Three researchers have been rewarded for their work in developing the lithium-ion battery
ALTHOUGH ALFRED NOBEL’S will states that the annual prizes bearing his name should be given to those who “have conferred the greatest benefit to mankind”, the science awards have a tendency to end up in the hands of those who have made esoteric, if profound, advances. Not so with this year’s prize in chemistry. Three researchers—two from America and one from Japan—have been rewarded for their work in developing the lithium-ion battery.
Dr Whittingham discovered that when lithium ions intercalated into a substance called titanium disulphide, the interaction between the two stored a useful amount of energy. Using metallic lithium as an anode and titanium disulphide as a cathode, he built a rechargeable battery that worked at room temperature. In it, lithium at the anode is ionised. The ions thus produced then move from the anode, through an intervening electrolyte, and into the spaces in the titanium disulphide cathode.
Akira Yoshino, the third laureate, took Dr Goodenough’s idea and transformed it into the modern battery that sits inside the world’s computers and phones. In the 1980s he was working at the Asahi Kasei Corporation, in Japan, at a moment when electronics companies were becoming increasingly interested in lightweight batteries that could power new electronic devices such as video cameras and cordless telephones.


▸ **Exercise objective**:
Print out the entries that follow exactly, missing none.

Segment Start: Provided data

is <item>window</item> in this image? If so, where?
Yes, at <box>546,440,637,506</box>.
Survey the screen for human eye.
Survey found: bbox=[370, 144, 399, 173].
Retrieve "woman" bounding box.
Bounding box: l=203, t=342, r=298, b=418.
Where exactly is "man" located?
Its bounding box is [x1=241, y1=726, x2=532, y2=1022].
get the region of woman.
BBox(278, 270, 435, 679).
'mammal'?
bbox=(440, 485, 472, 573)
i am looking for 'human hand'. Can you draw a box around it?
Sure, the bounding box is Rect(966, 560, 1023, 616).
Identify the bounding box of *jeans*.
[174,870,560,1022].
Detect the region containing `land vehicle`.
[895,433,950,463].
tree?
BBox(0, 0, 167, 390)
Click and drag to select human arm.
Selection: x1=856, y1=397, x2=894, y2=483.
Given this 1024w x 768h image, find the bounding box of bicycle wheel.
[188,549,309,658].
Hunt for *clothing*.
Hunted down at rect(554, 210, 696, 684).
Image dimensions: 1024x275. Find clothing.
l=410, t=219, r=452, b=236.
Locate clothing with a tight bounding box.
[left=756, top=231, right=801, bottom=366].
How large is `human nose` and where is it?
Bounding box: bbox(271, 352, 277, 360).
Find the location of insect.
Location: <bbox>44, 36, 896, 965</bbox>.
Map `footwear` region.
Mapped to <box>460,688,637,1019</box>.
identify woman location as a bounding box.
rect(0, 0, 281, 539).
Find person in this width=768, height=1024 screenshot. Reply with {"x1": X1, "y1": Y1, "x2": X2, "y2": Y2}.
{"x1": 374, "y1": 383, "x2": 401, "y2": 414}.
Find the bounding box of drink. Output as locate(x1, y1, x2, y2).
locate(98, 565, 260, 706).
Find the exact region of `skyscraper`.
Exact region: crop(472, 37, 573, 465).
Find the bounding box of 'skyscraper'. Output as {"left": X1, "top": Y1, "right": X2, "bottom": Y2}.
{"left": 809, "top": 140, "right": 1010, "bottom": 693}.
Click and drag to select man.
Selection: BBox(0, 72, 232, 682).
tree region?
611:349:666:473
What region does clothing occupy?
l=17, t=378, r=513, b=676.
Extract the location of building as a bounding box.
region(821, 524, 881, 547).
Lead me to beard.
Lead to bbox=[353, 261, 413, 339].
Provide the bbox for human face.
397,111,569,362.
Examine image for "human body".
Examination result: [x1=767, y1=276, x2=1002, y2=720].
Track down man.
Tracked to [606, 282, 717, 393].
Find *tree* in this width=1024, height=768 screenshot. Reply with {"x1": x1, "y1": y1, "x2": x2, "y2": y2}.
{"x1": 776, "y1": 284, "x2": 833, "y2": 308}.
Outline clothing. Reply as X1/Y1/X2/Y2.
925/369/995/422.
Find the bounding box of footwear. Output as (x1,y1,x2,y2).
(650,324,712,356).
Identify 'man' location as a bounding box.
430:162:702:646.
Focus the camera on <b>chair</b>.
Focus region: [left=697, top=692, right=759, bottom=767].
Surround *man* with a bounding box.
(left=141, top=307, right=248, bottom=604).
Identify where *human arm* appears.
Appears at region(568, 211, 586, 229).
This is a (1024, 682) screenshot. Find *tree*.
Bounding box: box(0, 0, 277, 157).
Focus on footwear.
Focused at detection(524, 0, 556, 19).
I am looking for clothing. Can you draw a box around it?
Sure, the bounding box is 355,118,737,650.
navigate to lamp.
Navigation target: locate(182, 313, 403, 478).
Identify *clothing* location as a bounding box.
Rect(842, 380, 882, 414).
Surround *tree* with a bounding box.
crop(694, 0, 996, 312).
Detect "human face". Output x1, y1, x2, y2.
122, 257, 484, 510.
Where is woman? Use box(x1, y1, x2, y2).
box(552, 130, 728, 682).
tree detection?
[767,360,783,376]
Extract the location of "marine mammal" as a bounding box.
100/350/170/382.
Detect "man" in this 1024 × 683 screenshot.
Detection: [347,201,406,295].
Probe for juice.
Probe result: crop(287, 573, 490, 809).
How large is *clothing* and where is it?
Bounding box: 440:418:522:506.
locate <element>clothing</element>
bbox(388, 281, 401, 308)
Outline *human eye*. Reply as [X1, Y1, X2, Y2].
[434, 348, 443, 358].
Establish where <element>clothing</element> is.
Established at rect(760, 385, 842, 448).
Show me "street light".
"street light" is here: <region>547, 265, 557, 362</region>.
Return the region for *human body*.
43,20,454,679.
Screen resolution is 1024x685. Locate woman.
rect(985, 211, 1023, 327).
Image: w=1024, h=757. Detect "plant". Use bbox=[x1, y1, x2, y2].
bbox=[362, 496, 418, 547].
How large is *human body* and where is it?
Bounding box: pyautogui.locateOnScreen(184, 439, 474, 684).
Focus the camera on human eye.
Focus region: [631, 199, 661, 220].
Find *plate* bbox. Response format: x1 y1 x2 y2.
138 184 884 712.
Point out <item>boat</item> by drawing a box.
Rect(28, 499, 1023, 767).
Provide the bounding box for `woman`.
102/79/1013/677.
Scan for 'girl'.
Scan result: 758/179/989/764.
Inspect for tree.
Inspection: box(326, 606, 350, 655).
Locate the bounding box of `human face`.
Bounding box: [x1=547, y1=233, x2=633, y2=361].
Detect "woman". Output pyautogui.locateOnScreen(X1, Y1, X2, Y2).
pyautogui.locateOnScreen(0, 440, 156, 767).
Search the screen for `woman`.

Segment End: Provided data

▸ **Response area**:
is <item>window</item> in this image? If so, where?
Yes, at <box>546,440,637,506</box>.
Survey the screen for human eye.
Survey found: bbox=[370, 144, 399, 173].
Retrieve "woman" bounding box.
Bounding box: l=203, t=342, r=298, b=418.
Where exactly is "man" located?
Its bounding box is [x1=241, y1=726, x2=532, y2=1022].
get the region of woman.
BBox(278, 270, 435, 679).
'mammal'?
bbox=(440, 485, 472, 573)
i am looking for 'human hand'. Can you draw a box around it?
Sure, the bounding box is Rect(966, 560, 1023, 616).
Identify the bounding box of *jeans*.
[174,870,560,1022].
Detect the region containing `land vehicle`.
[895,433,950,463].
tree?
BBox(0, 0, 167, 390)
Click and drag to select human arm.
Selection: x1=856, y1=397, x2=894, y2=483.
Given this 1024w x 768h image, find the bounding box of bicycle wheel.
[188,549,309,658].
Hunt for *clothing*.
Hunted down at rect(554, 210, 696, 684).
Image dimensions: 1024x275. Find clothing.
l=410, t=219, r=452, b=236.
Locate clothing with a tight bounding box.
[left=756, top=231, right=801, bottom=366].
How large is `human nose` and where is it?
Bounding box: bbox(271, 352, 277, 360).
Find the location of insect.
Location: <bbox>44, 36, 896, 965</bbox>.
Map `footwear` region.
Mapped to <box>460,688,637,1019</box>.
identify woman location as a bounding box.
rect(0, 0, 281, 539).
Find person in this width=768, height=1024 screenshot. Reply with {"x1": X1, "y1": Y1, "x2": X2, "y2": Y2}.
{"x1": 374, "y1": 383, "x2": 401, "y2": 414}.
Find the bounding box of drink. Output as locate(x1, y1, x2, y2).
locate(98, 565, 260, 706).
Find the exact region of `skyscraper`.
Exact region: crop(472, 37, 573, 465).
Find the bounding box of 'skyscraper'. Output as {"left": X1, "top": Y1, "right": X2, "bottom": Y2}.
{"left": 809, "top": 140, "right": 1010, "bottom": 693}.
Click and drag to select man.
Selection: BBox(0, 72, 232, 682).
tree region?
611:349:666:473
What region does clothing occupy?
l=17, t=378, r=513, b=676.
Extract the location of building as a bounding box.
region(821, 524, 881, 547).
Lead me to beard.
Lead to bbox=[353, 261, 413, 339].
Provide the bbox for human face.
397,111,569,362.
Examine image for "human body".
Examination result: [x1=767, y1=276, x2=1002, y2=720].
Track down man.
Tracked to [606, 282, 717, 393].
Find *tree* in this width=1024, height=768 screenshot. Reply with {"x1": x1, "y1": y1, "x2": x2, "y2": y2}.
{"x1": 776, "y1": 284, "x2": 833, "y2": 308}.
Outline clothing. Reply as X1/Y1/X2/Y2.
925/369/995/422.
Find the bounding box of footwear. Output as (x1,y1,x2,y2).
(650,324,712,356).
Identify 'man' location as a bounding box.
430:162:702:646.
Focus the camera on <b>chair</b>.
Focus region: [left=697, top=692, right=759, bottom=767].
Surround *man* with a bounding box.
(left=141, top=307, right=248, bottom=604).
Identify where *human arm* appears.
Appears at region(568, 211, 586, 229).
This is a (1024, 682) screenshot. Find *tree*.
Bounding box: box(0, 0, 277, 157).
Focus on footwear.
Focused at detection(524, 0, 556, 19).
I am looking for clothing. Can you draw a box around it?
Sure, the bounding box is 355,118,737,650.
navigate to lamp.
Navigation target: locate(182, 313, 403, 478).
Identify *clothing* location as a bounding box.
Rect(842, 380, 882, 414).
Surround *tree* with a bounding box.
crop(694, 0, 996, 312).
Detect "human face". Output x1, y1, x2, y2.
122, 257, 484, 510.
Where is woman? Use box(x1, y1, x2, y2).
box(552, 130, 728, 682).
tree detection?
[767,360,783,376]
Extract the location of "marine mammal" as a bounding box.
100/350/170/382.
Detect "man" in this 1024 × 683 screenshot.
Detection: [347,201,406,295].
Probe for juice.
Probe result: crop(287, 573, 490, 809).
How large is *clothing* and where is it?
Bounding box: 440:418:522:506.
locate <element>clothing</element>
bbox(388, 281, 401, 308)
Outline *human eye*. Reply as [X1, Y1, X2, Y2].
[434, 348, 443, 358].
Establish where <element>clothing</element> is.
Established at rect(760, 385, 842, 448).
Show me "street light".
"street light" is here: <region>547, 265, 557, 362</region>.
Return the region for *human body*.
43,20,454,679.
Screen resolution is 1024x685. Locate woman.
rect(985, 211, 1023, 327).
Image: w=1024, h=757. Detect "plant". Use bbox=[x1, y1, x2, y2].
bbox=[362, 496, 418, 547].
How large is *human body* and where is it?
Bounding box: pyautogui.locateOnScreen(184, 439, 474, 684).
Focus the camera on human eye.
Focus region: [631, 199, 661, 220].
Find *plate* bbox. Response format: x1 y1 x2 y2.
138 184 884 712.
Point out <item>boat</item> by drawing a box.
Rect(28, 499, 1023, 767).
Provide the bounding box for `woman`.
102/79/1013/677.
Scan for 'girl'.
Scan result: 758/179/989/764.
Inspect for tree.
Inspection: box(326, 606, 350, 655).
Locate the bounding box of `human face`.
Bounding box: [x1=547, y1=233, x2=633, y2=361].
Detect "woman". Output pyautogui.locateOnScreen(X1, Y1, X2, Y2).
pyautogui.locateOnScreen(0, 440, 156, 767).
Search the screen for `woman`.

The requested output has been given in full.